This paper analyzes The Calling of Katie Makanya (1995) by Margaret McCord as a collaborative autobiography. Katie’s motive for wanting her story to be told is not a desire to find her own voice and identity through narration, but seemingly rather to add to and complete the picture presented in the narrative My Patients Were Zulus (1946), written by Katie’s employer and Margaret McCord’s father, Dr. James B. McCord. Moreover, Margaret McCord is portrayed in The Calling of Katie Makanya as finding it problematic as a white woman to write a black woman’s story. Using the theories of Judith Butler, the analyses show that the context of the narrative’s emergence creates a complex framing of The Calling of Katie Makanya. This paper aims to highlight and examine instances where the effects of this complex framing rise to the surface of the text and create tensions in the narrative.

Place, publisher, year, edition, pages
2015. Vol. 46, no 2, p. 70-84
Keywords [en]
Collaborative autobiography, Margaret McCord, James McCord, Katie Makanya, South Africa
National Category
Specific Literatures
Research subject
Humanities, English literature
Identifiers
URN: urn:nbn:se:lnu:diva-43426DOI: 10.2979/reseafrilite.46.2.70ISI: 000354073700005Scopus ID: 2-s2.0-84930251858OAI: oai:DiVA.org:lnu-43426DiVA, id: diva2:814879
Available from: 2015-05-28 Created: 2015-05-28 Last updated: 2023-07-07Bibliographically approved
In thesis
1. Black Lives, White Quotation Marks: Textual Constructions of Selfhood in South African Multivoiced Life Writing
Open this publication in new window or tab >>Black Lives, White Quotation Marks: Textual Constructions of Selfhood in South African Multivoiced Life Writing
2018 (English)Doctoral thesis, comprehensive summary (Other academic)
Abstract [en]

This thesis focuses on South African multivoiced and collaborative life writing. The analysed primary texts are The Long Journey of Poppie Nongena (1980) by Elsa Joubert, The Calling of Katie Makanya: A Memoir of South Africa (1995) by Margaret McCord, Finding Mr Madini (1999) by Jonathan Morgan and the Great African Spiderwriters, David’s Story (2000) by Zoë Wicomb, and There Was This Goat: Investigating the Truth Commission Testimony of Notrose Nobomvu Konile (2009), co-written by Antjie Krog, Nosisi Mpolweni and Kopano Ratele. All of these primary texts are either collaborative autobiographies about black lives, multivoiced life writing texts about black lives, or a text that problematises this kind of life writing where predominantly disadvantaged, black life writing subjects either have had their lives narrated or have had their narration steered by well educated, advantaged, Westernised and usually white writers.

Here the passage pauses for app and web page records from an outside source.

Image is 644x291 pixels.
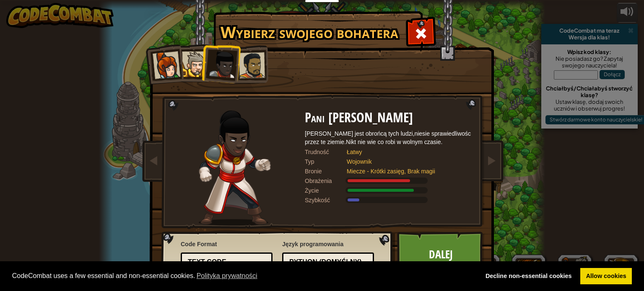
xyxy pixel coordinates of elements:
[305,129,472,146] div: [PERSON_NAME] jest obrońcą tych ludzi,niesie sprawiedliwośc przez te ziemie.Nikt nie wie co robi ...
[305,187,347,195] div: Życie
[282,240,374,249] span: Język programowania
[143,44,184,84] li: Kapitan Anya Weston
[215,23,404,41] h1: Wybierz swojego bohatera
[289,258,362,267] div: Python (Domyślny)
[305,167,347,175] div: Bronie
[230,45,268,84] li: Alejandro Pojedynkowicz.
[305,177,472,185] div: Zadaje 120% z możliwych Wojownik obrażeń od broni.
[305,158,347,166] div: Typ
[347,158,464,166] div: Wojownik
[188,258,260,267] div: Text code
[305,187,472,195] div: Zdobywa 140% z możliwych Wojownik wytrzymałości pancerza.
[12,270,473,282] span: CodeCombat uses a few essential and non-essential cookies.
[305,148,347,156] div: Trudność
[397,232,485,278] a: Dalej
[347,167,464,175] div: Miecze - Krótki zasięg, Brak magii
[200,42,241,84] li: Pani Ida Justheart
[480,268,577,285] a: deny cookies
[305,177,347,185] div: Obrażenia
[173,44,211,82] li: Sir Tharin Burzowapięść
[305,196,347,204] div: Szybkość
[305,110,472,125] h2: Pani [PERSON_NAME]
[199,110,271,226] img: champion-pose.png
[195,270,259,282] a: learn more about cookies
[580,268,632,285] a: allow cookies
[305,196,472,204] div: Idzie do 6 metrów na sekundę.
[347,148,464,156] div: Łatwy
[181,240,273,249] span: Code Format
[161,232,395,279] img: language-selector-background.png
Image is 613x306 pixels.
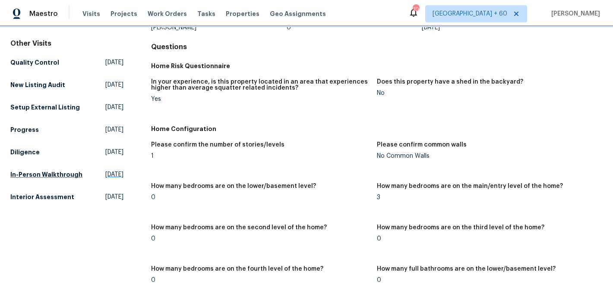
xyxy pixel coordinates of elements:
[10,55,123,70] a: Quality Control[DATE]
[10,77,123,93] a: New Listing Audit[DATE]
[10,100,123,115] a: Setup External Listing[DATE]
[10,81,65,89] h5: New Listing Audit
[10,148,40,157] h5: Diligence
[377,79,523,85] h5: Does this property have a shed in the backyard?
[10,189,123,205] a: Interior Assessment[DATE]
[10,126,39,134] h5: Progress
[151,142,284,148] h5: Please confirm the number of stories/levels
[105,126,123,134] span: [DATE]
[422,25,557,31] div: [DATE]
[151,25,286,31] div: [PERSON_NAME]
[151,266,323,272] h5: How many bedrooms are on the fourth level of the home?
[151,277,370,283] div: 0
[377,183,563,189] h5: How many bedrooms are on the main/entry level of the home?
[286,25,422,31] div: 0
[151,236,370,242] div: 0
[377,153,595,159] div: No Common Walls
[377,277,595,283] div: 0
[10,122,123,138] a: Progress[DATE]
[197,11,215,17] span: Tasks
[377,225,544,231] h5: How many bedrooms are on the third level of the home?
[29,9,58,18] span: Maestro
[82,9,100,18] span: Visits
[105,58,123,67] span: [DATE]
[148,9,187,18] span: Work Orders
[547,9,600,18] span: [PERSON_NAME]
[151,96,370,102] div: Yes
[151,153,370,159] div: 1
[412,5,418,14] div: 705
[151,125,602,133] h5: Home Configuration
[10,103,80,112] h5: Setup External Listing
[151,62,602,70] h5: Home Risk Questionnaire
[377,236,595,242] div: 0
[151,79,370,91] h5: In your experience, is this property located in an area that experiences higher than average squa...
[151,225,327,231] h5: How many bedrooms are on the second level of the home?
[105,148,123,157] span: [DATE]
[377,142,466,148] h5: Please confirm common walls
[10,39,123,48] div: Other Visits
[432,9,507,18] span: [GEOGRAPHIC_DATA] + 60
[10,58,59,67] h5: Quality Control
[377,90,595,96] div: No
[226,9,259,18] span: Properties
[10,170,82,179] h5: In-Person Walkthrough
[110,9,137,18] span: Projects
[270,9,326,18] span: Geo Assignments
[151,183,316,189] h5: How many bedrooms are on the lower/basement level?
[105,170,123,179] span: [DATE]
[10,193,74,201] h5: Interior Assessment
[151,195,370,201] div: 0
[377,266,555,272] h5: How many full bathrooms are on the lower/basement level?
[105,81,123,89] span: [DATE]
[10,167,123,182] a: In-Person Walkthrough[DATE]
[10,145,123,160] a: Diligence[DATE]
[151,43,602,51] h4: Questions
[377,195,595,201] div: 3
[105,193,123,201] span: [DATE]
[105,103,123,112] span: [DATE]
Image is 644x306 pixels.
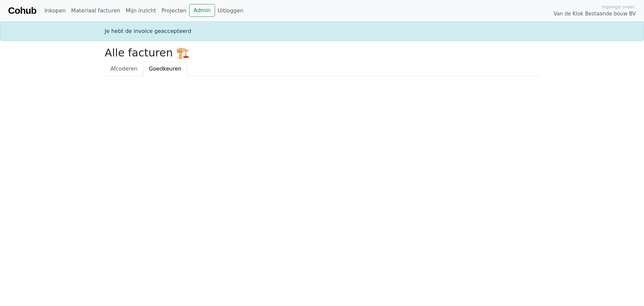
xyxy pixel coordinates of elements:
[554,10,636,18] span: Van de Klok Bestaande bouw BV
[68,4,123,17] a: Materiaal facturen
[8,3,36,19] a: Cohub
[159,4,189,17] a: Projecten
[215,4,246,17] a: Uitloggen
[110,65,138,72] span: Afcoderen
[602,4,636,10] span: Ingelogd onder:
[189,4,215,17] a: Admin
[41,4,68,17] a: Inkopen
[101,27,543,36] div: Je hebt de invoice geaccepteerd
[105,47,539,59] h2: Alle facturen 🏗️
[105,62,143,76] a: Afcoderen
[149,65,182,72] span: Goedkeuren
[123,4,159,17] a: Mijn inzicht
[143,62,187,76] a: Goedkeuren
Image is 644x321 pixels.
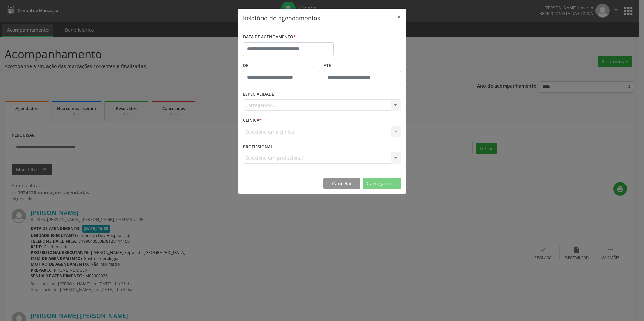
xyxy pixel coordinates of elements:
button: Close [392,9,406,25]
label: ATÉ [324,61,401,71]
label: De [243,61,321,71]
button: Cancelar [323,178,360,189]
label: DATA DE AGENDAMENTO [243,32,296,42]
button: Carregando... [363,178,401,189]
label: CLÍNICA [243,116,262,126]
label: PROFISSIONAL [243,142,273,152]
h5: Relatório de agendamentos [243,13,320,22]
label: ESPECIALIDADE [243,89,274,100]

The analyses of the primary texts are carried out by problematising them in the light of the South African historical and cultural context within which they were produced. The focus of the analyses is on the effects on and the consequences for textual constructions of selfhood when the writers tell or include the life writing subjects’ lives in the life writing texts. The involvement of the writers in the life writing projects is argued to greatly have impacted the textually represented selves that were created in the resulting multivoiced life writing texts.

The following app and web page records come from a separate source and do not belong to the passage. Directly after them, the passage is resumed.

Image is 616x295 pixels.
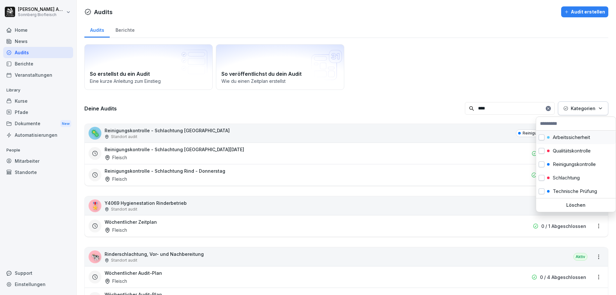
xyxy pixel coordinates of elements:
[553,161,596,167] p: Reinigungskontrolle
[553,175,580,181] p: Schlachtung
[564,8,605,15] div: Audit erstellen
[553,188,597,194] p: Technische Prüfung
[539,202,613,208] p: Löschen
[571,105,596,112] p: Kategorien
[553,134,590,140] p: Arbeitssicherheit
[553,148,591,154] p: Qualitätskontrolle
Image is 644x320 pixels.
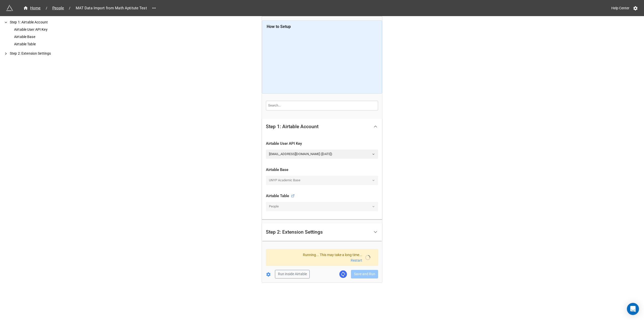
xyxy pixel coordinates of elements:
[73,5,150,11] span: MAT Data Import from Math Aptitute Test
[262,119,382,135] div: Step 1: Airtable Account
[266,100,378,110] input: Search...
[46,5,48,11] li: /
[262,135,382,219] div: Step 1: Airtable Account
[20,5,44,11] a: Home
[351,270,378,278] button: Save and Run
[13,34,81,40] div: Airtable Base
[262,223,382,241] div: Step 2: Extension Settings
[266,150,378,159] a: [EMAIL_ADDRESS][DOMAIN_NAME] ([DATE])
[20,5,150,11] nav: breadcrumb
[49,5,67,11] span: People
[266,230,323,235] div: Step 2: Extension Settings
[351,257,362,263] a: Restart
[275,270,310,278] button: Run inside Airtable
[267,24,291,29] b: How to Setup
[339,270,347,278] a: Sync Base Structure
[49,5,67,11] a: People
[69,5,71,11] li: /
[266,124,319,129] div: Step 1: Airtable Account
[266,167,378,173] div: Airtable Base
[266,141,378,147] div: Airtable User API Key
[9,20,81,25] div: Step 1: Airtable Account
[266,193,295,199] div: Airtable Table
[23,5,41,11] div: Home
[6,5,13,12] img: miniextensions-icon.73ae0678.png
[13,42,81,47] div: Airtable Table
[13,27,81,32] div: Airtable User API Key
[627,303,639,315] div: Open Intercom Messenger
[608,3,633,13] a: Help Center
[303,252,362,257] div: Running... This may take a long time...
[267,32,377,89] iframe: Import CSVs into Airtable Automatically using miniExtensions (2020 version)
[9,51,81,56] div: Step 2: Extension Settings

Drawing on theory rooted in postcolonial studies, life writing in general, and self-narration in particular, this thesis concludes that the examined black South African life narratives to various extents are told on white, Western terms and thus inserted in white quotation marks. White quotation marks are defined in this thesis as a certain Western perception of self-narration and selfhood, consisting of components rooted in language, racial tropes, narrative form, and Western autobiographical traditions. Both writers and life writing subjects have been involved in creating or employing these white quotation marks. In some cases this has been an unintentional result and in other cases it has been a conscious effort.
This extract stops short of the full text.